My name isn’t on the cover of
Variety
or
Rolling Stone
, but it has not been listed in the obituary column either, which is where I was headed. I have a life today. I’m writing a musical about a decade that I missed, writing of themes like fear and ambition. I’m identifying and kind of kicking through those emotional values.

Melissa, the twenty-three-year-old psychology major, was the first
person who reflected the truth back to me and said, “You’re an alcoholic and you’re going to die, and I’m not going to stick around to watch it.” She had a lot of Ernest Holmes books around. He was the creator of the Church of Religious Science, and his whole thinking, like Emmet Fox’s, is about the power of thought. If you go, “I’m not going to get that job, I’m not,” the universe hears it as a prayer. Emmet Fox goes to the next step that there is no competition, there is no limited supply—there is abundance. If you have a struggling shoe store and a major chain of shoe stores opens across the street from you, you pray for their success.

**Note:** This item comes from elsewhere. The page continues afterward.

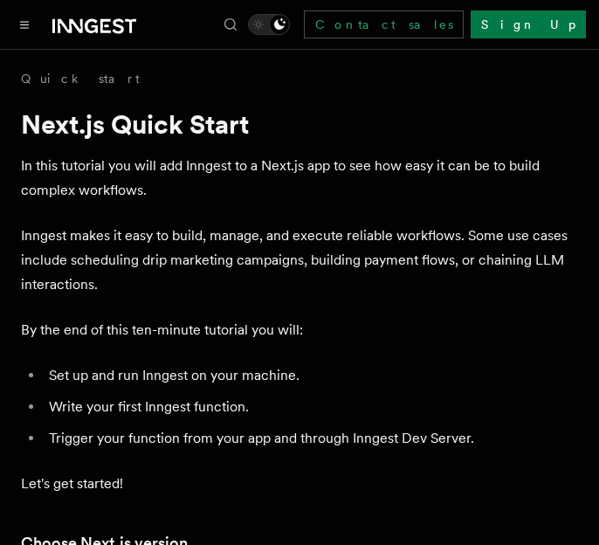 This screenshot has height=545, width=599. Describe the element at coordinates (299, 483) in the screenshot. I see `p: Let's get started!` at that location.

I used to think such thoughts as “I am not going to do a good job,” so the universe hears in the negative. And you can see the fear. I was having fun, but when you look closer, it’s like watching someone ducking or waiting to be hit. I was walking up there grabbing the Oscar for “Evergreen,” and you would think that moment would abound in life and gratitude. In my acceptance speech, I said I would thank all the little people and then remembered that I am the little people. Funny, but also very revealing that I felt some part of me didn’t deserve an award.

It’s been said that fear is the activator of all our character defects. The power of fear was the headwaters of my disease. I see the fear in my eyes if I watch videotapes of myself during the years I drank and used. Footage at the height of my disease in the eighties on
Hollywood Squares
or some game show network is hard for me to watch. My eyes were dead. Things were spoken with no restraint of tongue, no editing for social grace. It’s as if there were no inner thought. In reading spiritual philosophy, I discovered a new rule book governed by trust. A friend once told me that if the cash went low, he always went shopping. And I love that kind of thinking, ’cause I think like that now. Go shopping, ’cause you’re going to get taken care of. God didn’t bring me this far to drop me. No way!

I always joke about being master of the codependent anthem. But the joke nuzzles a truth. “I Won’t Last a Day Without You” isn’t really a healthy thought. But it’s reflective of a way I’ve felt many times … and so has the rest of the world. It’s odd. I’m less embarrassed about the “neediness” in my own lyrics today, even though I think I’m less needy.